Friday's child
July 9, 1999
Course I can swim," says Leah, aged nine. But the water
looks somehow deeper, and the pool somehow larger, and the
others somehow more skilful at the swimming she thinks she
can do. That swimming is the swimming where she goes along
under water for a few strokes and comes up spluttering a
bit and her mum says: "Well done." And then there is
jumping up and down in the waves on holiday, though not if
they are too big, and she definitely does not need water
wings, no way. Rubber rings, they're for baby brothers.
But here are Jo and Terri and Louise, all her very best
friends who've all had swimming lessons before, jumping in
and swimming in a recognisable stroke to the other side,
while the instructor yells out: "Come on now, in two three,
breathe two three, that's right girls, hurry up and get in
now the rest of you". Oh well, thinks Leah, everyone's
looking, I'm sure I can swim really - and in she jumps just
like the rest.
Some time later, when she has been fished out from the deep
end by the instructor's swallow dive, faultlessly executed,
her face wiped and her mother called, the teacher suggests
that perhaps she ought to go in the non-swimming group,
just for now. Soon, of course, she will be able to swim.
"But all my friends can swim," wails Leah, far more upset
by demotion than by almost drowning. The teacher applies
reason. Yes, all her friends can swim.
This is because they have had lessons. Leah has not had
lessons and can't swim. In fact, she nearly drowned just
now. Soon Leah too will have had lessons and then she will
be able, with confidence, to join her friends in the deep
end.
No, it's no good. Reason sinks like a stone. Swimming for
Leah, it becomes clear, is not a learnt set of physical
skills but a wish-fulfilment: something all the girls must
do. If all the girls must do it, then she can do it. So, at
first, she is resistant to instruction. Swimming does not
seem to her a matter of alignment, bouyancy, the shape of
strokes and how to breathe when in the water; it is all
about fun and laughter. Of course, in time it will come to
be about all those things. But first there is going up and
down holding this board. Leah could weep - she does weep -
with the lowly struggle.
Next week it's all better. The non-swimmers get in first,
and they set off with their boards. Actually, it's not bad.
Avoiding glances down at the deep end (where diving is
being splashily attempted by Jo and Terri and Louise), Leah
concentrates. Towards the end, she starts to shoot ahead.
"Well done,"
the instructor calls out. "Next week we'll try unassisted
swimming."
By the end of term, Leah has moved up a group, got her blue
and green ribbons and is pestering her family to let her go
swimming with her friends. "Well," says her dad doubtfully,
"as long as you are sensible and don't go out of your
depth. I don't want to get a phone call, mind!" "Dad," Leah
groans, "only dorks do things like that. And non-swimmers."
Dad nods. Swimming begins with not swimming.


What is needed
Copy every line in the records below that contains the word "total".

(Records drawn from a dataset)

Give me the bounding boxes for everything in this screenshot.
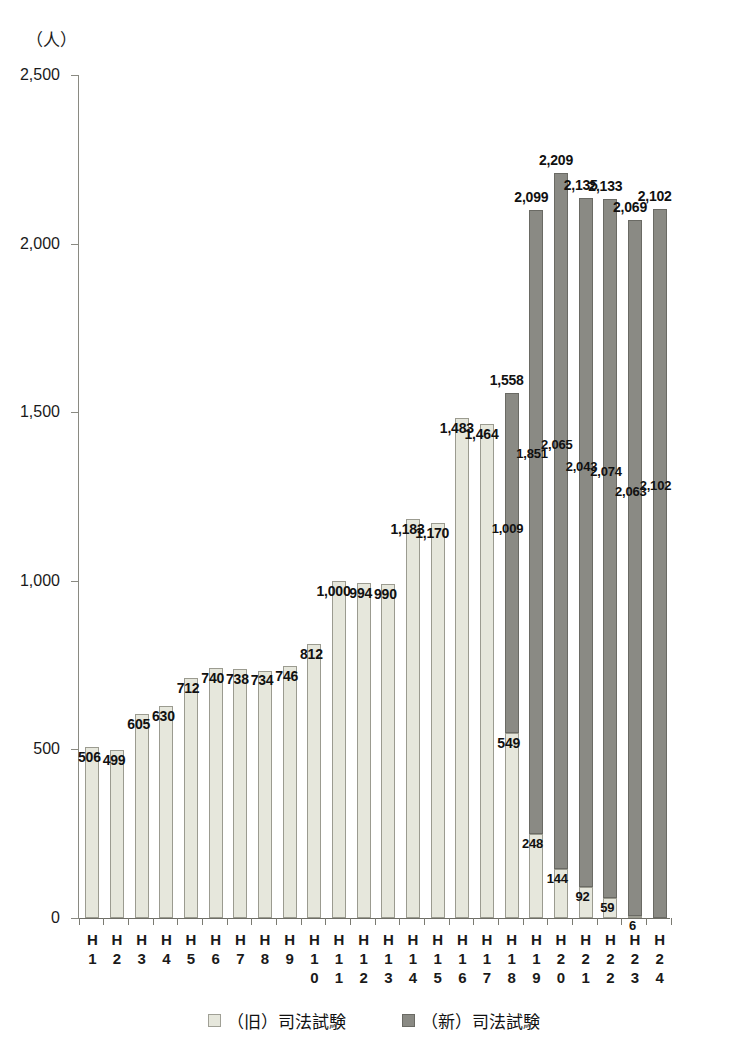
bar-segment-new-exam[interactable]	[628, 220, 642, 916]
y-axis-tick	[71, 75, 79, 76]
legend-item-label: （旧）司法試験	[227, 1008, 346, 1033]
x-axis-category-label: H20	[549, 930, 573, 987]
x-axis-category-label: H4	[154, 930, 178, 968]
bar-group[interactable]	[209, 75, 223, 918]
bar-group[interactable]	[554, 75, 568, 918]
bar-group[interactable]	[110, 75, 124, 918]
bar-group[interactable]	[406, 75, 420, 918]
bar-segment-old-exam[interactable]	[406, 519, 420, 918]
x-axis-category-label-line: H	[648, 930, 672, 949]
bar-segment-new-exam[interactable]	[505, 393, 519, 733]
bar-value-label-new-exam: 2,074	[590, 465, 622, 479]
x-axis-category-label: H12	[352, 930, 376, 987]
bar-value-label-new-exam: 1,009	[492, 522, 524, 536]
bar-segment-old-exam[interactable]	[110, 750, 124, 918]
bar-segment-old-exam[interactable]	[455, 418, 469, 918]
bar-segment-new-exam[interactable]	[579, 198, 593, 887]
x-axis-category-labels: H1H2H3H4H5H6H7H8H9H10H11H12H13H14H15H16H…	[78, 930, 670, 1000]
bar-segment-old-exam[interactable]	[505, 733, 519, 918]
y-axis-tick	[71, 918, 79, 919]
bar-segment-new-exam[interactable]	[653, 209, 667, 918]
x-axis-category-label-line: H	[426, 930, 450, 949]
bar-segment-old-exam[interactable]	[332, 581, 346, 918]
bar-group[interactable]	[332, 75, 346, 918]
x-axis-category-label-line: H	[253, 930, 277, 949]
x-axis-category-label-line: 7	[475, 968, 499, 987]
x-axis-tick	[523, 918, 524, 925]
x-axis-category-label-line: 0	[302, 968, 326, 987]
bar-segment-old-exam[interactable]	[258, 671, 272, 919]
bar-group[interactable]	[283, 75, 297, 918]
x-axis-category-label: H7	[228, 930, 252, 968]
x-axis-category-label-line: 1	[80, 949, 104, 968]
bar-value-label-old-exam: 994	[349, 586, 372, 600]
x-axis-category-label: H14	[401, 930, 425, 987]
bar-group[interactable]	[455, 75, 469, 918]
bar-segment-old-exam[interactable]	[209, 668, 223, 918]
x-axis-category-label: H3	[130, 930, 154, 968]
y-tick-label: 1,000	[20, 573, 60, 589]
bar-group[interactable]	[184, 75, 198, 918]
legend-item-new-exam[interactable]: （新）司法試験	[402, 1008, 540, 1033]
bar-group[interactable]	[135, 75, 149, 918]
x-axis-category-label-line: 9	[278, 949, 302, 968]
bar-value-label-old-exam: 1,464	[465, 427, 499, 441]
bar-segment-old-exam[interactable]	[283, 666, 297, 918]
x-axis-category-label-line: H	[549, 930, 573, 949]
x-axis-category-label-line: H	[475, 930, 499, 949]
bar-group[interactable]	[431, 75, 445, 918]
bar-segment-old-exam[interactable]	[381, 584, 395, 918]
bar-group[interactable]	[85, 75, 99, 918]
bar-value-label-old-exam: 630	[152, 709, 175, 723]
bar-segment-old-exam[interactable]	[431, 523, 445, 918]
x-axis-category-label-line: 4	[648, 968, 672, 987]
x-axis-category-label-line: H	[179, 930, 203, 949]
x-axis-category-label-line: 8	[500, 968, 524, 987]
bar-total-label: 2,099	[514, 190, 548, 204]
x-axis-tick	[671, 918, 672, 925]
x-axis-category-label-line: 3	[130, 949, 154, 968]
legend-item-old-exam[interactable]: （旧）司法試験	[208, 1008, 346, 1033]
x-axis-category-label: H10	[302, 930, 326, 987]
y-tick-label: 2,500	[20, 67, 60, 83]
x-axis-tick	[251, 918, 252, 925]
x-axis-tick	[128, 918, 129, 925]
bar-group[interactable]	[159, 75, 173, 918]
bar-segment-old-exam[interactable]	[307, 644, 321, 918]
x-axis-category-label-line: H	[450, 930, 474, 949]
bar-segment-old-exam[interactable]	[135, 714, 149, 918]
bar-segment-new-exam[interactable]	[554, 173, 568, 869]
x-axis-category-label: H18	[500, 930, 524, 987]
bar-segment-old-exam[interactable]	[233, 669, 247, 918]
bar-segment-new-exam[interactable]	[603, 199, 617, 898]
y-axis-tick	[71, 412, 79, 413]
x-axis-tick	[399, 918, 400, 925]
x-axis-category-label: H1	[80, 930, 104, 968]
x-axis-category-label-line: H	[500, 930, 524, 949]
x-axis-category-label-line: 1	[450, 949, 474, 968]
x-axis-category-label-line: 1	[327, 968, 351, 987]
bar-group[interactable]	[233, 75, 247, 918]
bar-group[interactable]	[579, 75, 593, 918]
bar-segment-old-exam[interactable]	[159, 706, 173, 918]
x-axis-tick	[621, 918, 622, 925]
x-axis-tick	[547, 918, 548, 925]
bar-group[interactable]	[357, 75, 371, 918]
bar-group[interactable]	[258, 75, 272, 918]
x-axis-category-label-line: 1	[327, 949, 351, 968]
bar-group[interactable]	[307, 75, 321, 918]
bar-segment-old-exam[interactable]	[184, 678, 198, 918]
bar-total-label: 1,558	[490, 373, 524, 387]
x-axis-category-label: H6	[204, 930, 228, 968]
bar-value-label-old-exam: 1,170	[415, 526, 449, 540]
bar-group[interactable]	[381, 75, 395, 918]
bar-segment-old-exam[interactable]	[357, 583, 371, 918]
x-axis-category-label-line: H	[623, 930, 647, 949]
bar-segment-old-exam[interactable]	[85, 747, 99, 918]
bar-segment-new-exam[interactable]	[529, 210, 543, 834]
bar-value-label-new-exam: 2,102	[640, 479, 672, 493]
bar-group[interactable]	[480, 75, 494, 918]
x-axis-category-label-line: H	[105, 930, 129, 949]
bar-segment-old-exam[interactable]	[480, 424, 494, 918]
bar-total-label: 2,209	[539, 153, 573, 167]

Solution to the problem
bar-total-label: 2,099	[514, 190, 548, 204]
bar-total-label: 1,558	[490, 373, 524, 387]
bar-total-label: 2,209	[539, 153, 573, 167]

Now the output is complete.